As proof, the memo cited Llama, a large language model made by Meta that was initially available only to researchers by invitation but within days leaked on 4Chan, and quickly became popular with programmers who adapted and built on the project. Within weeks of its release, variants called Alpaca and Vicuna were nearly as good as ChatGPT but agile enough to customize on a laptop computer. “The impact on the community cannot be overstated,” the leaked Google memo said. “Suddenly anyone is able to experiment.”

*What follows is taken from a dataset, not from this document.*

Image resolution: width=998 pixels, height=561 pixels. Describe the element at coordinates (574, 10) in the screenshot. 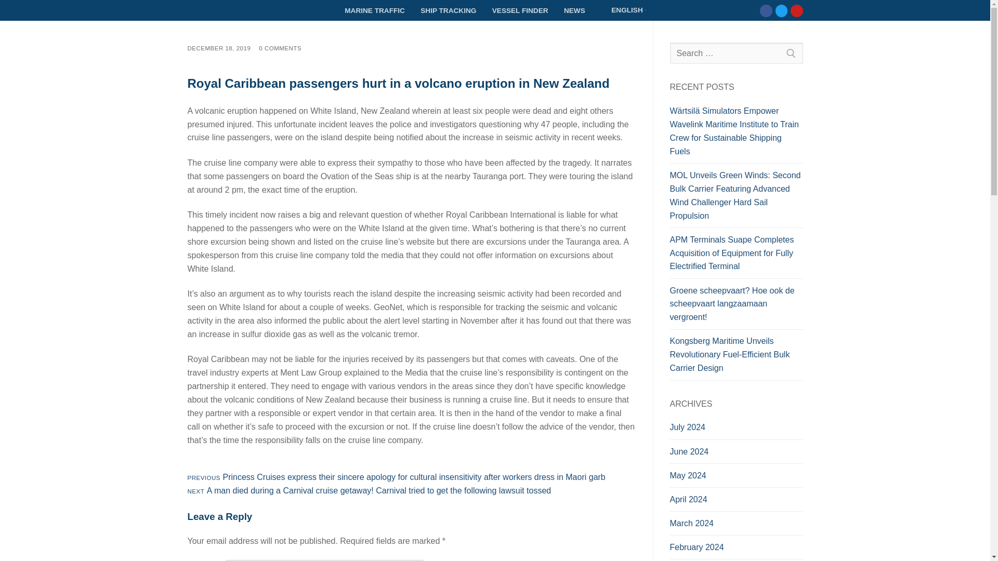

I see `NEWS` at that location.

Last week, Meta released the second version of its unexpectedly popular model, Llama 2. This time, it is open source and free for commercial use from the start. The new version was made using 40 percent more data than the original, and a chatbot built with the model is capable of generating results on par with OpenAI’s ChatGPT, Meta claims.

Just like ChatGPT, Google’s Bard, and other generative AI models released recently, Llama 2 likely cost millions to create. But only Meta’s system is available for free to developers, startups, and others interested in creating custom variations of the model. By supplying a cheaper option, Meta’s Llama 2 makes it easier for small companies or lone coders to create new products and services, potentially accelerating the current AI boom.

Meta isn’t offering up Llama 2 alone. It has support with some major partners that are already making the model available to their customers, including AI startups Hugging Face, Databricks, and OctoML.

Microsoft, which has invested $10 billion in OpenAI, will nonetheless also offer Llama 2 downloads to developers for use in the cloud or on Windows. At a conference for Microsoft customers last week, CEO Satya Nadella talked excitedly about developers being able to use Meta’s open source AI alongside the proprietary offerings of OpenAI. Amazon’s cloud division, AWS, also offers access to Llama 2.

Ahmad Al-Dahle, Meta’s vice president for generative AI, declines to say what role the leak of the first Llama model played in the company’s new strategy for Llama 2.

“If you look back at Meta’s history, we've been a huge proponent of open source,” he says, pointing to the example of PyTorch, a popular tool for developers working with machine learning. “One of the major motivations for building a community around this was that we saw there was demand beyond researchers to work on these models and improve them.” Al-Dahle says work is already underway on the development of Llama 3, but he would not specify how it will be different.

Though Llama 2 lends credibility to Meta as a leader in open source AI, not all aspects of the release can be characterized as open. The training data used to create the model is described in release materials only as “publicly available online sources,” and the company won’t offer further details about what went into the model’s creation.